Chapter 3 considers the dynamics of globalization and affective ideologies around oil transportation, using the campaign against Canadian oil for Chinese consumption launched by NextGen in 2013 to demonstrate that “the examination of such heartland melodramas in the affective geopolitics of KXL challenges contemporary assumptions that nationalism and xenophobia are reserved for right populists” (p. 128). Bosworth examines the pervasiveness of this anti-Chinese and anti-Canadian sentiment as a precursor to general antiglobalism sentiments relating to foreign oil dependency. In order to examine the affective underpinnings of these populist beliefs, Bosworth utilizes the concept of “heartland melodrama,” critiquing the American ideologies around nationalism and transnational rivalry (from both leftist and right-wing political groups) as rooted in settler empire, racial capitalism, and border imperialism. In the final case study (chapter 4), Bosworth considers the populist framework of “anti-expert sentimentality” in relation to pipeline opposition groups and environmental populist action. Focusing on the regulatory hearings and scientific counter-evidence around the Keystone XL and Dakota Access pipelines, this chapter grapples with the use of public knowledge and counter-evidence in legal action against the proposed pipelines, asking what the affective response and potential for success of this action is in a post-truth society.

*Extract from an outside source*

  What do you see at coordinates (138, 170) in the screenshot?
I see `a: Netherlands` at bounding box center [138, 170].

In concluding, Bosworth examines the globalized populist environmental movement, asking: “Is it possible that we are no closer to producing radical, transformative climate action in 2021 than we were ten or fifteen years prior?” (p. 200). Tying together the experiences and case studies found throughout the text, Bosworth examines the overall affective influence of populism in the climate movement and the specific insufficiencies of populist action to creating lasting social change.

Bosworth’s study of the possibilities of populist pipeline opposition movements, as well as their limitations, seeks to show that “populism is a transitional genre, waxing and waning as one among many genre conventions for performing pipeline opposition. Populism both emerged from and provided the retroactive understandings of inchoate emotions, channeling them into political action. It eventually reached limits—failures—that forced either attenuations or transformations in political approach” (p. 203). Bosworth aims to clarify populism as a transitionary force, one that ebbs and flows within environmental movements and which may ultimately require further (or different) modes of action to achieve change.

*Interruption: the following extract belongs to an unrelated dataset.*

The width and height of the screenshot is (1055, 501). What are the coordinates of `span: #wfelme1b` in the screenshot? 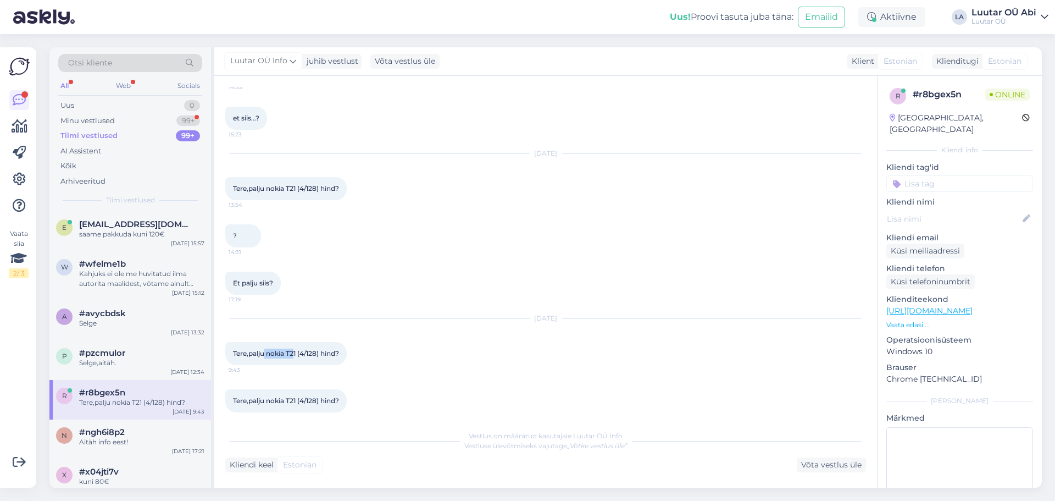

Pipeline’s focus on populism is a unique approach to defining and engaging with the climate movement, bringing together geographical and political concerns to approach questions of community organization and activist movements. Its aims and scope are well defined, and those areas of thought that remain less interrogated (such as specific grassroots groups) are acknowledged by the author from the outset. Bosworth states that he aims to craft a text that is useful for young climate activists and organizers (p. xi), and while Pipeline’s prose is accessible and compelling, it remains punctuated with academic terminology and jargon that may preclude the general reader from investing fully in the important topics raised within the book. Indeed, Pipeline seems to require a previous grounding in the topic of grassroots activism in order to fully appreciate the arguments laid out here. One can imagine it would read well alongside on-the-ground accounts of the movements (Keystone XL and Dakota Access pipeline resistance) described by Bosworth. This is a valiant attempt at the difficult balancing act of crafting a text that meets both academic and general nonfiction standards, that—while not always succeeding—proves itself as valuable to both fields of engagement.

Citation: Leah Van Dyk. Review of Bosworth, Kai, Pipeline Populism: Grassroots Environmentalism in the Twenty-First Century. H-Environment, H-Net Reviews. February, 2023. URL: https://www.h-net.org/reviews/showrev.php?id=58278

This work is licensed under a Creative Commons Attribution-Noncommercial-No Derivative Works 3.0 United States License.